2 Deep learning and neural networks

 

“If the human brain were so simple that we could understand it, we would be so simple that we couldn’t.”

-- George Edgin Pugh

In the last chapter we discussed the computer vision pipeline components: 1) input image, 2) preprocessing, 3) extracting features, and 4) learning algorithm (classifier). We also discussed that in traditional ML algorithms, we manually extract features that produces a vector of features to be classified by the learning algorithm. Whereas, in deep learning, neural networks acts as the feature extractor + classifier. It automatically recognizes patterns and extracts features from the image and classifies them into labels.

Figure 2.1

In this chapter, we will take a short pause from the computer vision context to open the “deep learning algorithm” box from the figure above. We will dive deeper into how neural networks learn features and make predictions.  Then, in the next chapter, we will come back to computer vision applications with one of the most popular deep learning architectures, Convolutional Neural Networks (CNNs).

The high-level layout of this chapter will be as follows:

 

2.1.1   What is a perceptron?

 
 
 
 

2.1.2   How does the perceptron learn?

 
 
 
 

2.1.3   Is one neuron enough to solve complex problems?

 
 
 

2.2.1   Multi-Layer Perceptron Architecture

 
 
 

2.2.2   What are the Hidden Layers?

 
 
 

2.2.3   How many layers and how many nodes in each layer?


* **TASK**: What is needed here is an exact printout of the data, with no pictures included.

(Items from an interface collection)
--*--

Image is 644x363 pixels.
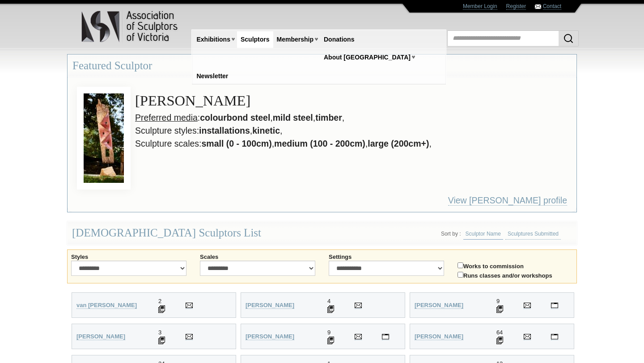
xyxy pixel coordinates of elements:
[551,334,558,339] img: Visit Anne Anderson's personal website
[496,329,503,336] span: 64
[158,337,165,344] img: 3 Sculptures displayed for Jane Alcorn
[193,31,234,48] a: Exhibitions
[320,49,414,66] a: About [GEOGRAPHIC_DATA]
[328,297,331,304] span: 4
[91,124,571,137] li: Sculpture styles: , ,
[315,112,342,122] strong: timber
[237,31,273,48] a: Sculptors
[382,334,389,339] img: Visit Nicole Allen's personal website
[135,112,198,122] u: Preferred media
[563,33,574,44] img: Search
[71,254,186,261] label: Styles
[551,333,558,340] a: Visit Anne Anderson's personal website
[252,126,280,136] strong: kinetic
[505,229,561,239] a: Sculptures Submitted
[91,91,571,111] h3: [PERSON_NAME]
[458,270,573,279] label: Runs classes and/or workshops
[200,254,315,261] label: Scales
[76,333,125,340] a: [PERSON_NAME]
[355,302,362,308] img: Send Email to Michael Adeney
[355,334,362,339] img: Send Email to Nicole Allen
[158,329,161,336] span: 3
[535,4,541,9] img: Contact ASV
[246,302,294,309] a: [PERSON_NAME]
[329,254,444,261] label: Settings
[273,31,317,48] a: Membership
[77,87,131,189] img: View Gavin Roberts by Brace
[186,302,193,308] img: Send Email to Wilani van Wyk-Smit
[246,333,294,340] a: [PERSON_NAME]
[382,333,389,340] a: Visit Nicole Allen's personal website
[320,31,358,48] a: Donations
[551,302,558,309] a: Visit Ronald Ahl's personal website
[448,196,567,206] a: View [PERSON_NAME] profile
[328,329,331,336] span: 9
[496,306,503,313] img: 9 Sculptures displayed for Ronald Ahl
[91,111,571,124] li: : , , ,
[524,334,531,339] img: Send Email to Anne Anderson
[328,306,334,313] img: 4 Sculptures displayed for Michael Adeney
[81,9,179,44] img: logo.png
[76,302,137,309] a: van [PERSON_NAME]
[274,139,365,149] strong: medium (100 - 200cm)
[193,68,232,84] a: Newsletter
[463,3,498,10] a: Member Login
[415,333,463,340] a: [PERSON_NAME]
[186,334,193,339] img: Send Email to Jane Alcorn
[543,3,561,10] a: Contact
[415,302,463,309] a: [PERSON_NAME]
[458,262,463,268] input: Works to commission
[68,54,576,77] h3: Featured Sculptor
[158,297,161,304] span: 2
[441,231,461,237] li: Sort by :
[524,302,531,308] img: Send Email to Ronald Ahl
[496,337,503,344] img: 64 Sculptures displayed for Anne Anderson
[199,126,250,136] strong: installations
[368,139,429,149] strong: large (200cm+)
[273,112,313,122] strong: mild steel
[158,306,165,313] img: 2 Sculptures displayed for Wilani van Wyk-Smit
[202,139,272,149] strong: small (0 - 100cm)
[506,3,526,10] a: Register
[463,229,503,239] a: Sculptor Name
[91,137,571,150] li: Sculpture scales: , , ,
[496,297,500,304] span: 9
[67,221,577,245] div: [DEMOGRAPHIC_DATA] Sculptors List
[551,302,558,308] img: Visit Ronald Ahl's personal website
[200,112,270,122] strong: colourbond steel
[458,272,463,277] input: Runs classes and/or workshops
[458,261,573,270] label: Works to commission
[328,337,334,344] img: 9 Sculptures displayed for Nicole Allen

--*--

* **COMPLETED TASK**:
Image is 644x363 pixels.
xyxy pixel coordinates of elements:
[551,334,558,339] img: Visit Anne Anderson's personal website
[496,329,503,336] span: 64
[158,337,165,344] img: 3 Sculptures displayed for Jane Alcorn
[193,31,234,48] a: Exhibitions
[320,49,414,66] a: About [GEOGRAPHIC_DATA]
[328,297,331,304] span: 4
[91,124,571,137] li: Sculpture styles: , ,
[315,112,342,122] strong: timber
[237,31,273,48] a: Sculptors
[382,334,389,339] img: Visit Nicole Allen's personal website
[135,112,198,122] u: Preferred media
[563,33,574,44] img: Search
[71,254,186,261] label: Styles
[551,333,558,340] a: Visit Anne Anderson's personal website
[252,126,280,136] strong: kinetic
[505,229,561,239] a: Sculptures Submitted
[91,91,571,111] h3: [PERSON_NAME]
[458,270,573,279] label: Runs classes and/or workshops
[200,254,315,261] label: Scales
[76,333,125,340] a: [PERSON_NAME]
[355,302,362,308] img: Send Email to Michael Adeney
[355,334,362,339] img: Send Email to Nicole Allen
[158,329,161,336] span: 3
[535,4,541,9] img: Contact ASV
[246,302,294,309] a: [PERSON_NAME]
[329,254,444,261] label: Settings
[273,31,317,48] a: Membership
[77,87,131,189] img: View Gavin Roberts by Brace
[186,302,193,308] img: Send Email to Wilani van Wyk-Smit
[246,333,294,340] a: [PERSON_NAME]
[382,333,389,340] a: Visit Nicole Allen's personal website
[320,31,358,48] a: Donations
[551,302,558,309] a: Visit Ronald Ahl's personal website
[448,196,567,206] a: View [PERSON_NAME] profile
[328,329,331,336] span: 9
[496,306,503,313] img: 9 Sculptures displayed for Ronald Ahl
[91,111,571,124] li: : , , ,
[524,334,531,339] img: Send Email to Anne Anderson
[328,306,334,313] img: 4 Sculptures displayed for Michael Adeney
[81,9,179,44] img: logo.png
[76,302,137,309] a: van [PERSON_NAME]
[274,139,365,149] strong: medium (100 - 200cm)
[193,68,232,84] a: Newsletter
[463,3,498,10] a: Member Login
[415,333,463,340] a: [PERSON_NAME]
[186,334,193,339] img: Send Email to Jane Alcorn
[543,3,561,10] a: Contact
[415,302,463,309] a: [PERSON_NAME]
[458,262,463,268] input: Works to commission
[68,54,576,77] h3: Featured Sculptor
[158,297,161,304] span: 2
[441,231,461,237] li: Sort by :
[524,302,531,308] img: Send Email to Ronald Ahl
[496,337,503,344] img: 64 Sculptures displayed for Anne Anderson
[199,126,250,136] strong: installations
[368,139,429,149] strong: large (200cm+)
[273,112,313,122] strong: mild steel
[158,306,165,313] img: 2 Sculptures displayed for Wilani van Wyk-Smit
[202,139,272,149] strong: small (0 - 100cm)
[506,3,526,10] a: Register
[463,229,503,239] a: Sculptor Name
[91,137,571,150] li: Sculpture scales: , , ,
[496,297,500,304] span: 9
[67,221,577,245] div: [DEMOGRAPHIC_DATA] Sculptors List
[551,302,558,308] img: Visit Ronald Ahl's personal website
[200,112,270,122] strong: colourbond steel
[458,272,463,277] input: Runs classes and/or workshops
[458,261,573,270] label: Works to commission
[328,337,334,344] img: 9 Sculptures displayed for Nicole Allen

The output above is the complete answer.